SA Liberals have claimed victory after 16 years of Labor rule in South Australia.

Liberal leader Steven Marshall has declared a “new dawn” in the state, during a victory speech in Adelaide.

The win is expected to mean big changes for the public sector, with a pre-election pledge to make public service bosses find savings needed to fund the Liberal Party’s election promises.

The new Liberal government says it will impose a new “efficiency dividend” across all departments.

Before the election, Shadow Treasurer Rob Lucas said there would likely be a “reduction of administrative and back-office functions” to offset new spending commitments, but insisted “frontline services” would be quarantined from any cuts.

He said the dividend would not necessarily involve job cuts, saying: “I wouldn’t accept the notion this automatically means reducing the size of the public sector.”

The Liberals released costings saying they would save $20 million over four years by cutting 50 ministerial staff.

A lot of the cuts should come from the termination of back-fill contracts, which will see current departmental ministerial liaison officers returned to their original roles within the bureaucracy.

But Mr Lucas has alluded to a broader “efficiency dividend”.

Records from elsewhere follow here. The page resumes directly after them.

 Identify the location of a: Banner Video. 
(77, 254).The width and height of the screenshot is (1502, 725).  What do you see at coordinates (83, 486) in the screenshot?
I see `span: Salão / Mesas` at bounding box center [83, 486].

“We’ll be seeking to protect frontline services and reducing administrative and back office functions,” he said.

The full extent of the dividend is still under wraps, but it is expected to account for a significant proportion of the Liberals’ pre-election costings.

“The broader categories, essentially, in the end, will be something similar to what [former SA Treasurer] Tom Koutsantonis announced in the December mid-year budget review – an efficiency dividend, which will require departments to produce savings,” Mr Lucas said.

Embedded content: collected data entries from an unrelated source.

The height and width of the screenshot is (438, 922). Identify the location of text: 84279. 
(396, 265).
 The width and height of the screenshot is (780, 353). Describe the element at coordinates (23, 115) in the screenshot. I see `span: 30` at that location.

“How they achieve the savings is essentially up to them.”

Mr Lucas says specific savings measures will be identified.

The Liberals had earlier announced a pledge to discontinue an Aboriginal treaty process, which would save “four or five million dollars”.

“We’ll have a range of things, we’ll announce a number of specific programs which we’ll say we won’t continue to fund [but] an important element will be a savings task for an efficiency dividend, which ministers and departments will have to find,” Mr Lucas said.